How was the profile defined for aspiring university professors of a new and controversial discipline such as scientific psychology at the turn of the twentieth century? Who made these assessments when there were as yet no or insufficient professors in the sector? What effect did the hegemonic cultural and political orientations – the ostracism of Croce and Gentile – have on the quality of the discipline, on the fate of the single scholars and on the range of recruitment and academic career mechanisms? A journey into the history of highly topical issues through sources from institutional and private archives. From the liberal age to fascism, the volume concentrates on the first, prestigious Istituto di Psicologia in Italy, set up in Florence by Pasquale Villari, and on the traumatic stories, culminating in the anti-Jewish laws from 1938, of three generations of teachers beginning in 1903.


Urban History ◽  
2000 ◽  
Vol 27 (3) ◽  
pp. 384-396 ◽  
Author(s):  
Kevin Hourihan

Over the past thirty years, one of the fastest growing fields of urban history has been the history of planning. In some respects, this is surprising, as urban planning had existed on an institutional basis only since the early twentieth century. In other ways, though, it was a very logical development. Planning reached its high point during the 1960s, and by the 1970s was being condemned in many quarters, being blamed, for example, for disasters like high-rise tower blocks and sacrificing old cities to crude commercial and transport developments.

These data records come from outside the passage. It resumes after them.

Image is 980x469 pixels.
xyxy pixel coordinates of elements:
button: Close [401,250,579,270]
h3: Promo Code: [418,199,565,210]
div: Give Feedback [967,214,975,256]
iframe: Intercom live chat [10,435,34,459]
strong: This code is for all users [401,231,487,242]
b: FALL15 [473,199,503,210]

Historical research was necessary to understand how a movement which promised so much at the start of the century had degenerated so badly in sixty years. Criticism became so severe that, in the words of one historian, ‘many planners have certainly thought in more pessimistic moments . . . that the past may be the only thing they have to look forward to’. For whatever reason, the Planning History Group was set up in 1974 and a massive body of historical research on planning has been produced. This paper reviews four recent books on planning, two from North America and two European. They represent different aspects of planning and different time periods and will be treated in chronological order.


2020 ◽  
Vol 17 (2) ◽  
pp. 109-126
Author(s):  
Chihyun Chang

AbstractThis article examines the conflicts in writing the imperial modern history of China among various stakeholders, particularly Chinese and American historians, and their dealing with a set of personal documents of Sir Robert Hart, Inspector-General of the Chinese Maritime Customs Services (CMCS) during the Qing period. This set of documents is called “Hart Industry” and contains Hart's personal papers and seventy-seven volumes of diaries, among others. Revealing the imperial Inspector-General's view on “westernization” in modern China, the Hart Industry played a key role in the development of the history of modern China throughout the twentieth century. From around 1957 until 1995, the diaries became a source of a highly politicized academic debate between Chinese Communist historians of the People's Republic of China and western historians of the Hart Industry. By providing a “study of studies” on the historiography of the colonial modern history of China, this article argues that the Hart diaries were critical to historians’ understanding of their own academic discourse.